Commentary

Putin playing politics with Snowden

6/26/2013
BY MIKE SIGOV
BLADE STAFF WRITER
Russian President Vladimir Putin and Finnish President Sauli Niinisto, unseen, talk at the presidential summer residence Kultaranta in Naantali, Finland.
Russian President Vladimir Putin and Finnish President Sauli Niinisto, unseen, talk at the presidential summer residence Kultaranta in Naantali, Finland.

The reasons Russia refused Tuesday to extradite National Security Agency leaker Edward Snowden after he arrived in Moscow while on the run from U.S. justice are primarily political and have little to do with Russia’s national interest.

Russian Foreign Minister Sergey Lavrov announced Tuesday that Mr. Snowden could not be extradited because he had not crossed the border, indirectly backing reports that Mr. Snowden had remained in the transit zone of Moscow’s Sheremetyevo International Airport without crossing the official border at the passport control.

Hours later, Russian President Vladimir Putin told reporters while on an official visit to Finland that Mr. Snowden had broken no laws in Russia.

He then gave an updated excuse to refuse the extradition request by noting that Russia and the United States do not have an extradition agreement.

To be sure, Mr. Snowden was reportedly carrying laptop computers with classified documents that may have included the particulars of alleged U.S. surveillance programs that might have targeted Russia. Though Mr. Putin supposedly told Russian reporters traveling with him in Finland, as reported by the New York Times, that Russia’s security services “are not engaged with him and will not be engaged,” counterintelligence experts in Russia and the United States have suggested that chances are about nil that Russian spy agencies had not yet interviewed Mr. Snowden and copied the relevant data from his laptops.

If Russian security services have copied the files, returning Mr. Snowden to the United States — with or without his laptops — would reveal to U.S. authorities exactly what secrets the Russians gleaned from those laptops. Russian spy agencies would not be in favor of that.

But the main reason Mr. Putin refuses to cooperate in Mr. Snowden’s case is purely political.

Mr. Putin has fanned anti-U.S. hysteria ever since the Sergei Magnitsky Rule of Law Accountability Act — which Mr. Putin likes to cast as a U.S. assault on Russia’s sovereignty — was passed last year. Prompted by a quarter-billion-dollar corruption scandal in Russia, the law covers all foreign nations, denies American visas to corrupt officials and human-rights violators, and freezes their U.S. bank accounts.

Since then, Mr. Putin — a former KGB career officer with associates accused of corruption — has been on President Obama’s case.

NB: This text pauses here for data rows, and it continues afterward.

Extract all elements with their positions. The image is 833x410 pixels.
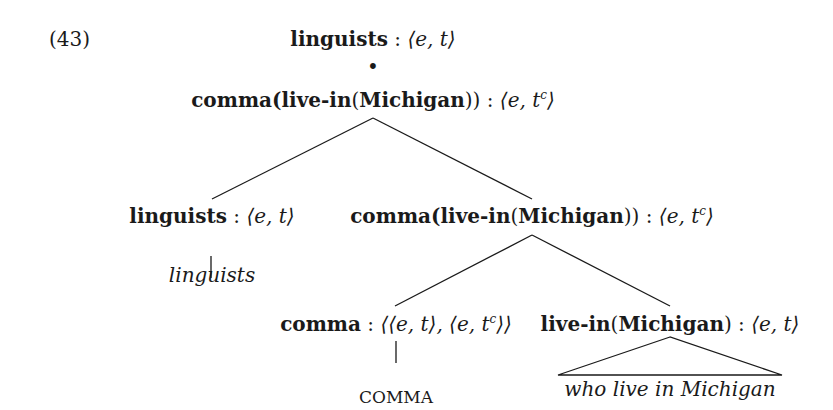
- tree-branches: [0, 0, 833, 410]
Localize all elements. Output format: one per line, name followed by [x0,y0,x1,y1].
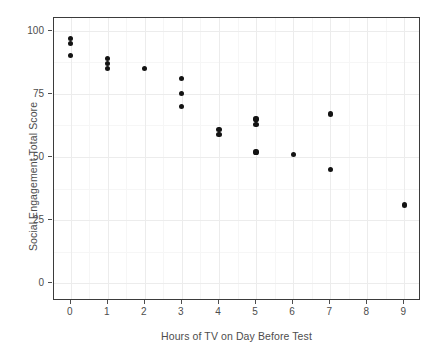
grid-line-minor-vertical [163,18,164,299]
grid-line-horizontal [54,220,419,221]
grid-line-vertical [404,18,405,299]
x-axis-title: Hours of TV on Day Before Test [53,330,420,342]
y-tick-mark [48,30,52,31]
data-point [179,104,184,109]
plot-panel [53,17,420,300]
grid-line-minor-vertical [312,18,313,299]
y-axis-ticks: 0255075100 [0,17,53,300]
x-axis-ticks: 0123456789 [53,300,420,322]
grid-line-vertical [71,18,72,299]
x-tick-mark [107,300,108,304]
data-point [291,152,296,157]
x-tick-mark [144,300,145,304]
grid-line-vertical [145,18,146,299]
y-tick-label: 50 [18,150,44,161]
grid-line-minor-vertical [126,18,127,299]
x-tick-label: 6 [280,306,304,317]
grid-line-vertical [367,18,368,299]
data-point [253,149,258,154]
data-point [179,91,184,96]
data-point [253,122,258,127]
y-tick-label: 25 [18,214,44,225]
x-tick-label: 0 [58,306,82,317]
x-tick-mark [292,300,293,304]
x-tick-mark [218,300,219,304]
x-tick-label: 7 [317,306,341,317]
grid-line-minor-horizontal [54,189,419,190]
grid-line-minor-vertical [89,18,90,299]
x-tick-label: 9 [391,306,415,317]
x-tick-label: 5 [243,306,267,317]
data-point [68,41,73,46]
x-tick-mark [403,300,404,304]
x-tick-label: 3 [169,306,193,317]
y-tick-label: 100 [18,24,44,35]
data-point [216,127,221,132]
grid-line-minor-vertical [200,18,201,299]
y-tick-label: 75 [18,87,44,98]
scatter-plot-figure: Social Engagement Total Score 0255075100… [0,0,445,353]
y-tick-label: 0 [18,277,44,288]
data-point [328,111,333,116]
data-point [402,202,407,207]
grid-line-minor-horizontal [54,252,419,253]
grid-line-minor-vertical [275,18,276,299]
y-tick-mark [48,282,52,283]
x-tick-label: 4 [206,306,230,317]
x-tick-label: 1 [95,306,119,317]
grid-line-minor-horizontal [54,125,419,126]
data-point [179,76,184,81]
x-tick-label: 2 [132,306,156,317]
grid-line-vertical [182,18,183,299]
x-tick-mark [255,300,256,304]
x-tick-label: 8 [354,306,378,317]
x-tick-mark [329,300,330,304]
data-point [142,66,147,71]
grid-line-horizontal [54,94,419,95]
data-point [328,167,333,172]
y-tick-mark [48,156,52,157]
x-tick-mark [70,300,71,304]
y-tick-mark [48,93,52,94]
grid-line-vertical [330,18,331,299]
grid-line-horizontal [54,157,419,158]
y-tick-mark [48,219,52,220]
grid-line-minor-vertical [238,18,239,299]
data-point [68,53,73,58]
data-point [253,116,258,121]
data-point [105,66,110,71]
grid-line-horizontal [54,283,419,284]
x-tick-mark [366,300,367,304]
grid-line-vertical [219,18,220,299]
grid-line-vertical [256,18,257,299]
grid-line-horizontal [54,31,419,32]
grid-line-minor-vertical [349,18,350,299]
x-tick-mark [181,300,182,304]
grid-line-minor-vertical [386,18,387,299]
grid-line-vertical [293,18,294,299]
data-point [216,132,221,137]
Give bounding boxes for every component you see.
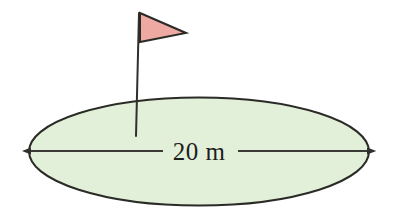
flag-banner-icon [140, 13, 186, 42]
dimension-label: 20 m [173, 138, 226, 165]
figure-canvas: 20 m [0, 0, 396, 223]
figure-container: 20 m [0, 0, 396, 223]
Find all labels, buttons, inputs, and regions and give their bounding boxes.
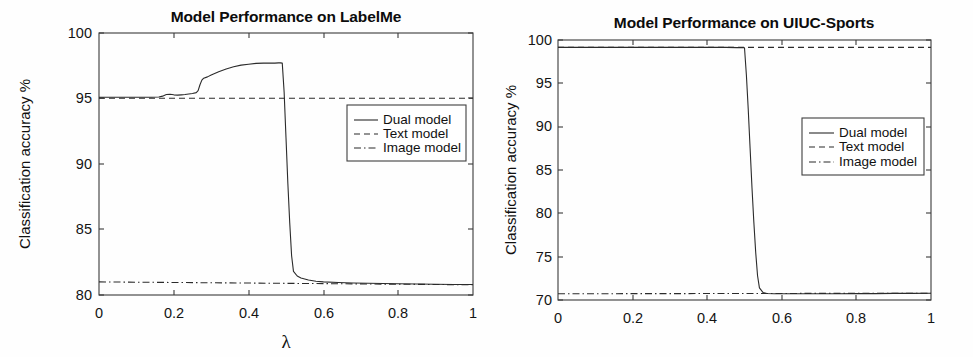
y-tick-label: 75 (536, 249, 552, 265)
chart-title-labelme: Model Performance on LabelMe (171, 8, 402, 25)
y-tick-labels-labelme: 100 95 90 85 80 (68, 25, 92, 303)
x-tick-label: 0 (554, 310, 562, 326)
chart-panel-uiuc-sports: Model Performance on UIUC-Sports Classif… (490, 0, 973, 357)
legend-labelme[interactable]: Dual model Text model Image model (347, 105, 466, 161)
y-tick-label: 100 (528, 32, 552, 48)
uiuc-sports-chart-svg: Model Performance on UIUC-Sports Classif… (490, 0, 973, 357)
plot-frame-labelme (99, 33, 473, 295)
x-tick-labels-uiuc-sports: 0 0.2 0.4 0.6 0.8 1 (554, 310, 935, 326)
x-tick-label: 0 (95, 305, 103, 321)
y-tick-label: 90 (536, 118, 552, 134)
y-tick-labels-uiuc-sports: 100 95 90 85 80 75 70 (528, 32, 552, 308)
x-tick-label: 0.4 (239, 305, 259, 321)
axis-ticks-labelme (99, 33, 473, 295)
series-group-labelme (99, 63, 473, 285)
x-tick-label: 1 (927, 310, 935, 326)
y-tick-label: 80 (76, 287, 92, 303)
x-axis-label-labelme: λ (281, 331, 291, 352)
series-path-dual-model (99, 63, 473, 285)
y-axis-label-labelme: Classification accuracy % (16, 79, 33, 249)
figure-root: Model Performance on LabelMe Classificat… (0, 0, 973, 357)
x-tick-label: 0.2 (623, 310, 643, 326)
chart-panel-labelme: Model Performance on LabelMe Classificat… (0, 0, 490, 357)
legend-label-dual-model: Dual model (839, 125, 907, 140)
chart-title-uiuc-sports: Model Performance on UIUC-Sports (614, 14, 874, 31)
y-tick-label: 85 (76, 221, 92, 237)
x-tick-label: 0.6 (772, 310, 792, 326)
legend-label-dual-model: Dual model (383, 112, 451, 127)
x-tick-label: 0.8 (846, 310, 866, 326)
y-tick-label: 70 (536, 292, 552, 308)
y-axis-label-uiuc-sports: Classification accuracy % (502, 85, 519, 255)
x-tick-labels-labelme: 0 0.2 0.4 0.6 0.8 1 (95, 305, 477, 321)
x-tick-label: 0.4 (697, 310, 717, 326)
x-tick-label: 0.8 (388, 305, 408, 321)
legend-label-image-model: Image model (839, 154, 917, 169)
x-tick-label: 1 (469, 305, 477, 321)
y-tick-label: 80 (536, 205, 552, 221)
labelme-chart-svg: Model Performance on LabelMe Classificat… (0, 0, 490, 357)
y-tick-label: 90 (76, 156, 92, 172)
legend-uiuc-sports[interactable]: Dual model Text model Image model (802, 118, 924, 175)
legend-label-text-model: Text model (839, 139, 904, 154)
y-tick-label: 85 (536, 162, 552, 178)
y-tick-label: 95 (76, 90, 92, 106)
x-tick-label: 0.2 (164, 305, 184, 321)
x-tick-label: 0.6 (314, 305, 334, 321)
y-tick-label: 100 (68, 25, 92, 41)
legend-label-image-model: Image model (383, 140, 461, 155)
y-tick-label: 95 (536, 75, 552, 91)
legend-label-text-model: Text model (383, 126, 448, 141)
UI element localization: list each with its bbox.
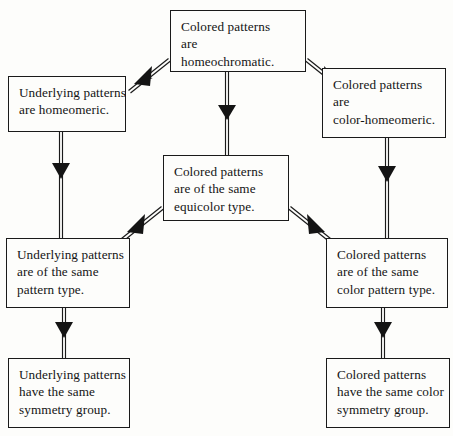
node-underlying-patterns-homeomeric: Underlying patterns are homeomeric.: [8, 76, 126, 132]
node-text-line: have the same: [19, 383, 120, 400]
node-underlying-patterns-pattern-type: Underlying patterns are of the same patt…: [6, 238, 130, 308]
edge-right-mid-to-right-bottom: [374, 308, 392, 358]
node-colored-patterns-color-homeomeric: Colored patterns are color-homeomeric.: [322, 68, 446, 138]
node-colored-patterns-equicolor-type: Colored patterns are of the same equicol…: [163, 155, 289, 221]
node-text-line: pattern type.: [17, 281, 120, 298]
node-text-line: Colored patterns: [181, 18, 296, 35]
node-text-line: are of the same: [337, 263, 438, 280]
edge-center-to-left-mid: [122, 207, 164, 242]
edge-top-to-center: [218, 72, 236, 155]
node-underlying-patterns-symmetry-group: Underlying patterns have the same symmet…: [8, 358, 130, 428]
node-text-line: color pattern type.: [337, 281, 438, 298]
node-text-line: Colored patterns: [333, 76, 436, 93]
node-colored-patterns-homeochromatic: Colored patterns are homeochromatic.: [170, 10, 306, 72]
node-text-line: symmetry group.: [337, 401, 440, 418]
node-text-line: Underlying patterns: [19, 84, 116, 101]
node-text-line: Colored patterns: [174, 163, 279, 180]
node-text-line: Underlying patterns: [19, 366, 120, 383]
edge-center-to-right-mid: [289, 207, 331, 242]
edge-left-top-to-left-mid: [52, 132, 70, 238]
node-text-line: are: [181, 35, 296, 52]
node-colored-patterns-color-symmetry-group: Colored patterns have the same color sym…: [326, 358, 450, 428]
node-text-line: are: [333, 93, 436, 110]
node-text-line: are homeomeric.: [19, 101, 116, 118]
edge-top-to-left-top: [129, 59, 171, 94]
edge-right-top-to-right-mid: [378, 138, 396, 238]
node-text-line: Colored patterns: [337, 366, 440, 383]
node-text-line: equicolor type.: [174, 198, 279, 215]
node-text-line: symmetry group.: [19, 401, 120, 418]
implication-diagram: Colored patterns are homeochromatic. Und…: [0, 0, 453, 436]
node-text-line: are of the same: [17, 263, 120, 280]
node-text-line: are of the same: [174, 180, 279, 197]
node-text-line: homeochromatic.: [181, 53, 296, 70]
node-text-line: have the same color: [337, 383, 440, 400]
node-text-line: color-homeomeric.: [333, 111, 436, 128]
node-colored-patterns-color-pattern-type: Colored patterns are of the same color p…: [326, 238, 448, 308]
edge-left-mid-to-left-bottom: [55, 308, 73, 358]
node-text-line: Underlying patterns: [17, 246, 120, 263]
node-text-line: Colored patterns: [337, 246, 438, 263]
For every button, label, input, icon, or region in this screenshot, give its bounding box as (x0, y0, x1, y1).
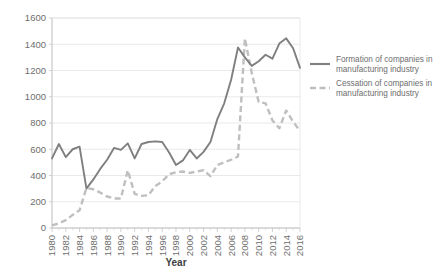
x-tick-label: 1990 (115, 235, 126, 256)
x-tick-label: 2006 (226, 235, 237, 256)
x-tick-label: 2008 (239, 235, 250, 256)
x-tick-label: 1988 (102, 235, 113, 256)
series-line-cessation (52, 38, 300, 225)
x-tick-label: 1998 (170, 235, 181, 256)
legend-label-formation-line1: Formation of companies in (336, 55, 433, 64)
x-tick-label: 1996 (157, 235, 168, 256)
x-axis-title: Year (165, 257, 186, 268)
x-tick-label: 2004 (212, 235, 223, 256)
y-tick-label: 1200 (25, 65, 46, 76)
x-axis-tick-labels: 1980198219841986198819901992199419961998… (46, 235, 305, 256)
legend-item-cessation: Cessation of companies in manufacturing … (310, 79, 432, 98)
legend-label-cessation-line1: Cessation of companies in (336, 79, 432, 88)
y-tick-label: 1000 (25, 91, 46, 102)
y-tick-label: 400 (30, 170, 46, 181)
x-tick-label: 1994 (143, 235, 154, 256)
x-tick-label: 2014 (281, 235, 292, 256)
x-tick-label: 1982 (60, 235, 71, 256)
x-tick-label: 1984 (74, 235, 85, 256)
x-tick-label: 2000 (184, 235, 195, 256)
y-tick-label: 1400 (25, 39, 46, 50)
y-tick-label: 200 (30, 196, 46, 207)
chart-canvas: 02004006008001000120014001600 1980198219… (0, 0, 443, 276)
y-tick-label: 600 (30, 144, 46, 155)
y-tick-label: 0 (41, 222, 46, 233)
y-axis-tick-labels: 02004006008001000120014001600 (25, 12, 46, 233)
y-tick-label: 1600 (25, 12, 46, 23)
x-tick-label: 2012 (267, 235, 278, 256)
y-tick-label: 800 (30, 117, 46, 128)
x-axis-tickmarks (52, 228, 300, 232)
x-tick-label: 2010 (253, 235, 264, 256)
x-tick-label: 2002 (198, 235, 209, 256)
x-tick-label: 1992 (129, 235, 140, 256)
legend-label-formation-line2: manufacturing industry (336, 65, 420, 74)
legend-item-formation: Formation of companies in manufacturing … (310, 55, 433, 74)
gridlines (52, 18, 300, 228)
series-line-formation (52, 38, 300, 188)
chart-legend: Formation of companies in manufacturing … (310, 55, 433, 98)
x-tick-label: 1986 (88, 235, 99, 256)
x-tick-label: 2016 (294, 235, 305, 256)
legend-label-cessation-line2: manufacturing industry (336, 89, 420, 98)
x-tick-label: 1980 (46, 235, 57, 256)
line-chart: 02004006008001000120014001600 1980198219… (0, 0, 443, 276)
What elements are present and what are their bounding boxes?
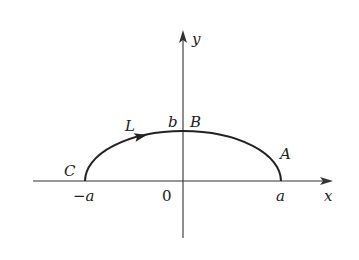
- x-axis-label: x: [324, 187, 333, 205]
- y-axis-label: y: [191, 30, 201, 48]
- y-axis: [179, 30, 187, 238]
- point-label-B: B: [189, 113, 201, 131]
- ellipse-diagram: y x 0 −a a b B A C L: [0, 0, 359, 260]
- origin-label: 0: [162, 187, 172, 205]
- curve-label-L: L: [124, 117, 135, 135]
- point-label-A: A: [278, 145, 291, 163]
- tick-label-a: a: [276, 187, 285, 205]
- tick-label-neg-a: −a: [73, 187, 95, 205]
- point-label-C: C: [64, 162, 76, 180]
- tick-label-b: b: [168, 113, 178, 131]
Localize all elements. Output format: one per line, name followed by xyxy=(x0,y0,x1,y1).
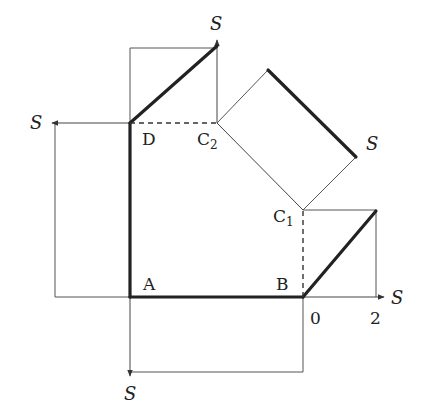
tick-2: 2 xyxy=(370,308,381,328)
tick-0: 0 xyxy=(310,308,321,328)
label-top-S: S xyxy=(210,13,222,34)
label-diagonal-S: S xyxy=(366,133,378,154)
left-projection xyxy=(52,123,130,297)
right-shear-line xyxy=(303,211,376,297)
label-left-S: S xyxy=(30,112,42,133)
shear-diagram: A B D C2 C1 S S S S S 0 2 xyxy=(0,0,421,420)
label-right-S: S xyxy=(391,287,403,308)
top-projection xyxy=(130,40,217,123)
label-C2: C2 xyxy=(197,129,218,152)
diagonal-projection xyxy=(217,70,356,210)
diagonal-shear-line xyxy=(268,70,356,157)
right-projection xyxy=(303,210,384,297)
top-shear-line xyxy=(130,46,217,123)
label-bottom-S: S xyxy=(124,383,136,404)
label-B: B xyxy=(276,274,289,294)
label-D: D xyxy=(142,129,156,149)
label-C1: C1 xyxy=(273,206,294,229)
bottom-projection xyxy=(130,297,303,376)
label-A: A xyxy=(142,274,156,294)
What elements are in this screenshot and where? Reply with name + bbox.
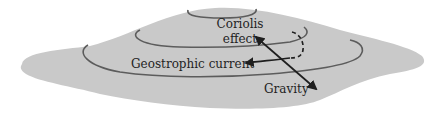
- gravity-label: Gravity: [264, 82, 309, 96]
- geostrophic-current-label: Geostrophic current: [131, 57, 254, 71]
- coriolis-label-line2: effect: [223, 32, 257, 46]
- ocean-gyre-diagram: Coriolis effect Geostrophic current Grav…: [0, 0, 446, 119]
- coriolis-label-line1: Coriolis: [216, 17, 263, 31]
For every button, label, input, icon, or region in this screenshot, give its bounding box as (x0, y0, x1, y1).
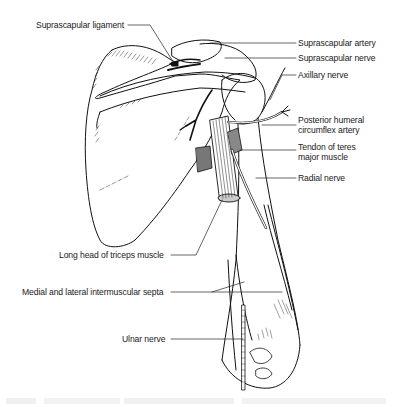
label-intermuscular-septa: Medial and lateral intermuscular septa (22, 287, 163, 297)
label-suprascapular-ligament: Suprascapular ligament (36, 20, 124, 30)
label-tendon-teres-major: Tendon of teres major muscle (298, 142, 356, 162)
label-axillary-nerve: Axillary nerve (298, 70, 348, 80)
label-line-1: Tendon of teres (298, 142, 356, 152)
label-posterior-humeral-circumflex-artery: Posterior humeral circumflex artery (298, 115, 364, 135)
label-ulnar-nerve: Ulnar nerve (122, 334, 165, 344)
label-line-2: circumflex artery (298, 125, 364, 135)
figure-caption-cropped (6, 398, 386, 404)
label-line-2: major muscle (298, 152, 356, 162)
label-radial-nerve: Radial nerve (298, 173, 345, 183)
label-line-1: Posterior humeral (298, 115, 364, 125)
ulnar-nerve-path (242, 305, 245, 390)
label-suprascapular-artery: Suprascapular artery (298, 38, 376, 48)
label-suprascapular-nerve: Suprascapular nerve (298, 53, 375, 63)
label-long-head-triceps: Long head of triceps muscle (59, 250, 164, 260)
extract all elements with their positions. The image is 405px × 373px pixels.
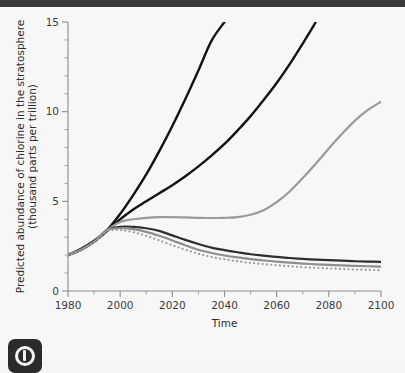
badge-bar bbox=[23, 350, 26, 361]
x-tick-label: 2020 bbox=[159, 299, 186, 311]
x-tick-label: 2000 bbox=[107, 299, 134, 311]
chart-figure: 0510151980200020202040206020802100TimePr… bbox=[0, 7, 405, 365]
y-axis-title-line2: (thousand parts per trillion) bbox=[26, 84, 38, 229]
series-line-copenhagen-1992 bbox=[68, 226, 381, 261]
y-tick-label: 0 bbox=[52, 285, 59, 297]
y-axis-title-line1: Predicted abundance of chlorine in the s… bbox=[14, 20, 26, 293]
y-tick-label: 10 bbox=[46, 105, 59, 117]
x-axis-title: Time bbox=[211, 317, 238, 329]
x-tick-label: 2100 bbox=[368, 299, 395, 311]
series-line-london-1990 bbox=[68, 102, 381, 255]
x-tick-label: 2080 bbox=[315, 299, 342, 311]
top-bar bbox=[0, 0, 405, 7]
y-tick-label: 15 bbox=[46, 16, 59, 28]
copyright-badge-icon bbox=[8, 339, 42, 373]
y-tick-label: 5 bbox=[52, 195, 59, 207]
series-line-no-protocol bbox=[68, 22, 225, 255]
x-tick-label: 2040 bbox=[211, 299, 238, 311]
chart-svg: 0510151980200020202040206020802100TimePr… bbox=[0, 7, 405, 365]
x-tick-label: 1980 bbox=[55, 299, 82, 311]
series-line-montreal-1987 bbox=[68, 22, 316, 255]
x-tick-label: 2060 bbox=[263, 299, 290, 311]
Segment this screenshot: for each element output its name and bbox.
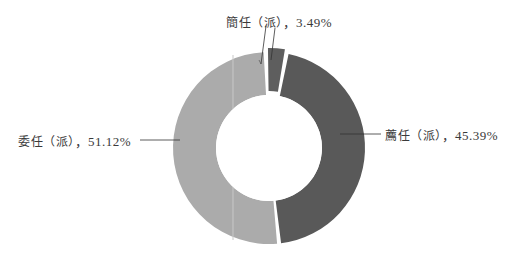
label-name: 薦任（派） <box>385 129 442 143</box>
label-value: ，45.39% <box>442 128 499 143</box>
label-jianren-right: 薦任（派），45.39% <box>385 125 498 144</box>
label-jianren-top: 簡任（派），3.49% <box>226 12 332 31</box>
donut-slices <box>173 48 365 244</box>
label-value: ，3.49% <box>283 15 333 30</box>
label-value: ，51.12% <box>75 134 132 149</box>
label-weiren: 委任（派），51.12% <box>18 131 131 150</box>
label-name: 委任（派） <box>18 135 75 149</box>
label-name: 簡任（派） <box>226 16 283 30</box>
donut-hole <box>216 95 322 201</box>
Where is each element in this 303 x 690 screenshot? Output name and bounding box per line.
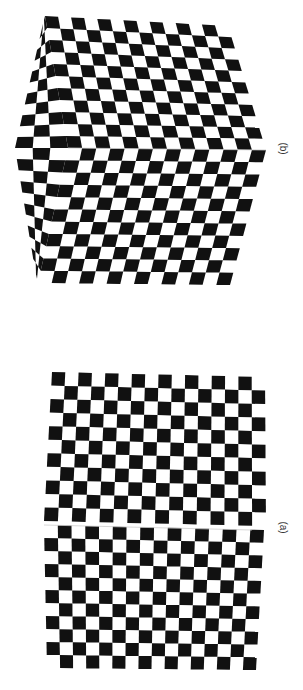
- panel-b: [0, 0, 303, 300]
- checkerboard-corner-figure: [0, 0, 303, 300]
- panel-a: [0, 345, 303, 690]
- panel-a-label: (a): [278, 521, 289, 533]
- panel-b-label: (b): [278, 142, 289, 154]
- checkerboard-planar-figure: [0, 345, 303, 690]
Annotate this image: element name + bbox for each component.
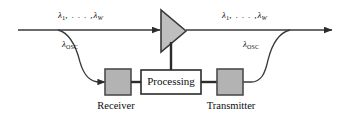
optical-amplifier-triangle	[161, 10, 186, 52]
receiver-caption: Receiver	[88, 101, 144, 112]
transmitter-block	[217, 69, 243, 95]
lambda-first-index: 1	[62, 14, 65, 21]
input-wavelength-label: λ1, . . . ,λW	[58, 11, 103, 20]
lambda-first-index: 1	[226, 14, 229, 21]
osc-drop-path	[58, 30, 105, 82]
receiver-block	[105, 69, 131, 95]
lambda-last-index: W	[261, 14, 266, 21]
lambda-ellipsis: , . . . ,	[229, 10, 257, 20]
processing-block-label: Processing	[141, 76, 201, 87]
transmitter-caption: Transmitter	[195, 101, 267, 112]
osc-subscript: OSC	[247, 44, 259, 50]
lambda-ellipsis: , . . . ,	[65, 10, 93, 20]
lambda-last-index: W	[97, 14, 102, 21]
output-wavelength-label: λ1, . . . ,λW	[222, 11, 267, 20]
diagram-canvas	[0, 0, 343, 129]
osc-add-path	[243, 30, 290, 82]
osc-add-label: λOSC	[243, 40, 259, 49]
optical-node-diagram: λ1, . . . ,λW λ1, . . . ,λW λOSC λOSC Pr…	[0, 0, 343, 129]
osc-subscript: OSC	[66, 44, 78, 50]
osc-drop-label: λOSC	[62, 40, 78, 49]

Only last month, Kremlin-controlled television stations across Russia showed pictures of a U.S. diplomat — with a cap worn backward over a blond wig — held face-down on the sidewalk of a Moscow street.

Kremlin-affiliated media alleged that the spy scandal involved a U.S. attempt to recruit a high-level Russian security official with a goal to “destabilize” Russia’s southern region that is prone to terrorist attacks by militant Muslim radicals.

The White House has downplayed the scandal and has maintained that the U.S. and Russian spy agencies have increased their mutual cooperation since the Boston Marathon bombing that was blamed on two Chechens, an ethnic native group in southern Russia. The Kremlin has made no such statements but has smugly exaggerated U.S. offers of such cooperation.

In Mr. Snowden’s case, U.S. Secretary of State John Kerry said the United States expected reciprocity from Russia after extraditing seven Russian criminals to Russia during the last two years.

The Kremlin apparently disagrees.

Kremlin-controlled media cite cases listed in the so-called “Report on the Situation with Human Rights in Certain States” issued by Russia’s ministry of foreign affairs.

In that report, Russia — a country with a dismal human-rights record and a history of contract hits on journalists that are rarely investigated — alleged that “extraterritorial application of American laws affects Russian-American relations most seriously.

“It leads to violations of the basic rights and freedoms of Russians, including arbitrary arrests and abductions from third countries, ill-treatment, criminal prosecution based on the basis of evidence given by false agents and doubtful evidence [cases against Viktor Bout and Konstantin Yaroshenko are the most striking examples],” the report stated, citing the cases of two Russian citizens who are serving prison sentences in the United States for arms smuggling and drug trafficking, respectively.

The bottom line is that Russia’s lack of cooperation on Mr. Snowden stems from Mr. Putin’s self-preservation instinct that drives him to blame all Russian ills on the United States.

Mike Sigov, a former Russian journalist in Moscow, is a U.S. citizen and a staff writer for The Blade.